Product Description
Taking digital pictures is easy enough. But organizing the hundreds of oddly named image files that wind up on your hard drive so that you can easily share your photos with friends–well, that can be quite a different story. Unless, of course, you have iPhoto, Apple’s free digital photography program, and best-selling author Adam Engst’s iPhoto 1.1 for Mac OS X: Visual QuickStart Guide to get you up to speed on how to use it.
While most consumer photography programs help you edit your digital photos and turn them into projects, iPhoto focuses on organizing those photos and sharing them with others. Using a step-by-step approach that emphasizes tasks over lengthy explication, iPhoto 1.1 for Mac OS X: Visual QuickStart Guide will have you importing, organizing, editing, and sharing your photo collections in no time. With a single click, you’ll be able to order prints online, publish your photos to a Web page, or order a linen-bound book of your photographs. As with all VQS books, there are plenty of screen shots and graphics to illustrate key concepts, as well as tips to explain aspects of the program that aren’t obvious form the interface or online help. Best of all, iPhoto 1.1 for Mac OS X: Visual QuickStart Guide includes a trouble-shooting chapter that can save you hours of grief should something happen to an irreplaceable photo.

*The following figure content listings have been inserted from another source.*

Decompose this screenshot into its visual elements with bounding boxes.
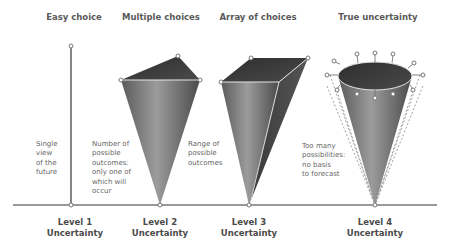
uncertainty-diagram bbox=[0, 0, 454, 252]
label-level3: Level 3 Uncertainty bbox=[221, 217, 277, 239]
title-easy-choice: Easy choice bbox=[46, 12, 102, 22]
level3-cone-shape bbox=[219, 56, 310, 207]
desc-level2: Number of possible outcomes: only one of… bbox=[92, 140, 131, 196]
desc-level4: Too many possibilities: no basis to fore… bbox=[302, 142, 345, 180]
desc-level3: Range of possible outcomes bbox=[188, 140, 222, 168]
label-level4: Level 4 Uncertainty bbox=[347, 217, 403, 239]
label-level2: Level 2 Uncertainty bbox=[132, 217, 188, 239]
title-true-uncertainty: True uncertainty bbox=[338, 12, 417, 22]
desc-level1: Single view of the future bbox=[36, 140, 58, 178]
level1-line-shape bbox=[69, 44, 73, 207]
label-level1: Level 1 Uncertainty bbox=[47, 217, 103, 239]
level2-cone-shape bbox=[119, 54, 202, 207]
level4-cone-shape bbox=[325, 51, 425, 207]
title-array-of-choices: Array of choices bbox=[219, 12, 296, 22]
title-multiple-choices: Multiple choices bbox=[122, 12, 200, 22]
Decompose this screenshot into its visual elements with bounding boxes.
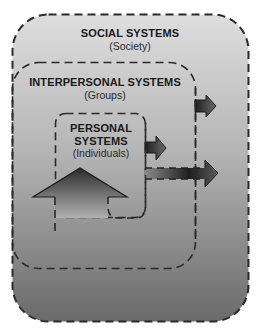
personal-systems-subtitle: (Individuals) — [56, 147, 146, 159]
interpersonal-systems-label: INTERPERSONAL SYSTEMS (Groups) — [20, 76, 190, 101]
social-systems-title: SOCIAL SYSTEMS — [60, 27, 200, 40]
interpersonal-systems-title: INTERPERSONAL SYSTEMS — [20, 76, 190, 89]
interpersonal-systems-subtitle: (Groups) — [20, 89, 190, 101]
personal-systems-title-line1: PERSONAL — [56, 122, 146, 135]
social-systems-subtitle: (Society) — [60, 40, 200, 52]
personal-systems-label: PERSONAL SYSTEMS (Individuals) — [56, 122, 146, 159]
personal-systems-title-line2: SYSTEMS — [56, 135, 146, 148]
social-systems-label: SOCIAL SYSTEMS (Society) — [60, 27, 200, 52]
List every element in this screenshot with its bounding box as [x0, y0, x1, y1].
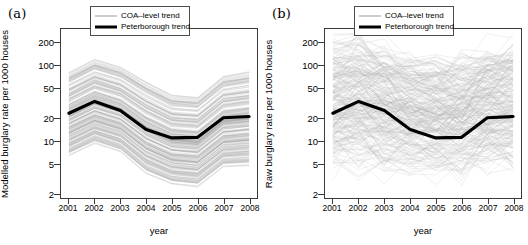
thick-line-icon — [359, 23, 381, 31]
panel-a-plot-area — [60, 28, 258, 199]
panel-a-coa-level-trend-bundle — [69, 59, 249, 187]
y-tick-mark — [54, 164, 60, 165]
panel-b-y-axis-label: Raw burglary rate per 1000 houses — [260, 0, 276, 245]
x-tick-label: 2002 — [85, 203, 104, 213]
y-tick-label: 50 — [307, 82, 318, 93]
panel-b-y-axis-label-text: Raw burglary rate per 1000 houses — [263, 40, 274, 188]
panel-b-series-canvas — [325, 29, 521, 198]
panel-b-x-axis-label: year — [324, 225, 522, 236]
x-tick-mark — [172, 199, 173, 204]
x-tick-mark — [436, 199, 437, 204]
y-tick-label: 50 — [43, 82, 54, 93]
y-tick-mark — [54, 194, 60, 195]
panel-modelled-rates: (a) Modelled rates Modelled burglary rat… — [0, 0, 264, 245]
x-tick-mark — [514, 199, 515, 204]
panel-a-series-canvas — [61, 29, 257, 198]
x-tick-mark — [94, 199, 95, 204]
panel-a-legend-label-peterborough: Peterborough trend — [121, 22, 190, 31]
x-tick-label: 2003 — [375, 203, 394, 213]
x-tick-label: 2004 — [137, 203, 156, 213]
y-tick-mark — [54, 88, 60, 89]
x-tick-label: 2001 — [323, 203, 342, 213]
x-tick-mark — [358, 199, 359, 204]
panel-b-legend: COA–level trend Peterborough trend — [354, 6, 454, 36]
x-tick-label: 2007 — [215, 203, 234, 213]
panel-b-legend-item-peterborough: Peterborough trend — [359, 21, 449, 32]
y-tick-mark — [54, 141, 60, 142]
y-tick-label: 10 — [307, 135, 318, 146]
x-tick-mark — [224, 199, 225, 204]
figure-two-panel-burglary-rates: (a) Modelled rates Modelled burglary rat… — [0, 0, 528, 245]
y-tick-mark — [54, 118, 60, 119]
x-tick-label: 2005 — [427, 203, 446, 213]
y-tick-label: 100 — [38, 59, 54, 70]
x-tick-mark — [250, 199, 251, 204]
y-tick-mark — [318, 88, 324, 89]
y-tick-mark — [318, 118, 324, 119]
x-tick-label: 2007 — [479, 203, 498, 213]
y-tick-mark — [318, 42, 324, 43]
x-tick-label: 2003 — [111, 203, 130, 213]
y-tick-label: 20 — [307, 112, 318, 123]
panel-b-legend-item-coa: COA–level trend — [359, 10, 449, 21]
thin-line-icon — [95, 12, 117, 20]
panel-a-y-axis-label-text: Modelled burglary rate per 1000 houses — [0, 30, 10, 198]
y-tick-mark — [318, 141, 324, 142]
x-tick-label: 2005 — [163, 203, 182, 213]
panel-a-x-axis-label: year — [60, 225, 258, 236]
panel-a-y-axis-label: Modelled burglary rate per 1000 houses — [0, 0, 12, 245]
x-tick-label: 2001 — [59, 203, 78, 213]
x-tick-mark — [384, 199, 385, 204]
x-tick-mark — [68, 199, 69, 204]
x-tick-label: 2008 — [241, 203, 260, 213]
panel-b-legend-label-coa: COA–level trend — [385, 11, 444, 20]
y-tick-mark — [54, 42, 60, 43]
x-tick-label: 2006 — [453, 203, 472, 213]
x-tick-mark — [332, 199, 333, 204]
panel-b-legend-label-peterborough: Peterborough trend — [385, 22, 454, 31]
panel-a-legend-label-coa: COA–level trend — [121, 11, 180, 20]
thin-line-icon — [359, 12, 381, 20]
y-tick-mark — [318, 65, 324, 66]
y-tick-mark — [54, 65, 60, 66]
y-tick-label: 100 — [302, 59, 318, 70]
x-tick-mark — [488, 199, 489, 204]
panel-b-plot-area — [324, 28, 522, 199]
panel-a-legend: COA–level trend Peterborough trend — [90, 6, 190, 36]
x-tick-mark — [120, 199, 121, 204]
panel-a-legend-item-peterborough: Peterborough trend — [95, 21, 185, 32]
x-tick-label: 2002 — [349, 203, 368, 213]
x-tick-label: 2008 — [505, 203, 524, 213]
x-tick-mark — [198, 199, 199, 204]
y-tick-label: 200 — [302, 36, 318, 47]
thick-line-icon — [95, 23, 117, 31]
y-tick-label: 200 — [38, 36, 54, 47]
x-tick-mark — [146, 199, 147, 204]
panel-raw-rates: (b) Raw rates Raw burglary rate per 1000… — [264, 0, 528, 245]
y-tick-label: 20 — [43, 112, 54, 123]
panel-b-coa-level-trend-bundle — [333, 34, 513, 186]
x-tick-label: 2004 — [401, 203, 420, 213]
y-tick-mark — [318, 194, 324, 195]
x-tick-mark — [462, 199, 463, 204]
y-tick-mark — [318, 164, 324, 165]
x-tick-mark — [410, 199, 411, 204]
y-tick-label: 10 — [43, 135, 54, 146]
panel-a-legend-item-coa: COA–level trend — [95, 10, 185, 21]
x-tick-label: 2006 — [189, 203, 208, 213]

Amazon.com ReviewThe latest iMacs are designed–in the words of Steve Jobs–as “digital hubs” that sit at the center of all kinds of household media work. Perhaps chief among these tasks is the management and editing of digital photographs, for which Apple has provided iPhoto. In iPhoto for Mac OS X: Visual QuickStart Guide, you get a great tutorial on how to use iPhoto to refine and improve your photographs, whether you’re a home user with a collection of happy snaps or a serious amateur with artistic ambitions.
This book is great and certainly deserves your attention if you want to use iPhoto and don’t know how. The Visual QuickStart Guide format relies on depicting almost everything in pictures, with explanatory support from prose. Most of the text takes the form of steps to follow in order to accomplish something and makes frequent reference to the surrounding screen shots. Engst seems to do well with this format, and it’s easy to learn how to do even the most difficult retouching work in iPhoto. –David Wall
Topics covered: Apple iPhoto for Mac OS X, explained for an everyday editor of digital photographs. Sections address photo importation, organization of photos into albums and books, modification of photos (including how to repair flash-induced red-eye), and how to share photos on the Web.
iPhoto 6: The Missing Manual, David Pogue, Derrick Story, New Book| US $4.68 End Date: Saturday May-26-2012 22:22:36 PDT Buy It Now for only: US $4.68 Buy it now | Add to watch list |






And I took it home and it was useful, yea!
Simple, short, very much to the point, this is a great reference as well as a beginning tutorial. I have used it to answer the many questions that didn’t come up until I really started getting in-depth into iPhoto.
So, it has depth, clarity, and brevity, admirable qualities all.
It really contains all the info of the fatter books, but it’s easier to access the information and all the screen shots really help.
Cheers,
BilFish
Amazon User Rating: 5 / 5
As always, he keeps its straightforward and simple…great beginner’s primer to get you started with iPhoto. The irony is Apple should make free of charge a pdf manual …..
By the way, if you buy this book you can download a pdf copy from Adam free of charge…..and if you email him with questions, he’s usually pretty good at responding!
Amazon User Rating: 4 / 5
I have the book for the 1.1 version (works for 1.1.1 also) and I think it is well-organized and info is quickly accessible. Many things in iPhoto are pretty intuitive, but some things (like extremely complex file and database structure!) are not. The book gives enough of a look “under the hood” to be comforting, but primarily concentrates on the user features of the program. Also, the author responded to a question I had via email. I thought that was a courteous gesture and he really helped me to understand a point in the book. I recommend the book if you want to get the very most out of the iPhoto program.
Macs for Everyone!
Amazon User Rating: 5 / 5
Very useful in getting quickly to the matter of how to use iPhoto. There is enough information about how the program data is structured to be useful, but the real value of the book is in it’s format and stuffed-full-of-info “attitude.” I bought it, use it, and definitely recommend it.
Amazon User Rating: 5 / 5
I bought this book first, and then later bought a copy of a competitor book: David Pogue and company’s “IPhoto, The Missing Manual”. There’s no comparison. This book will teach you the mechanics of how to use iPhoto, but not much more than that. The Missing Manual goes much deeper, telling you how iPhoto works and techniques for using it effectively. My quickstart guide is now collecting dust while I refer to the missing manual frequently.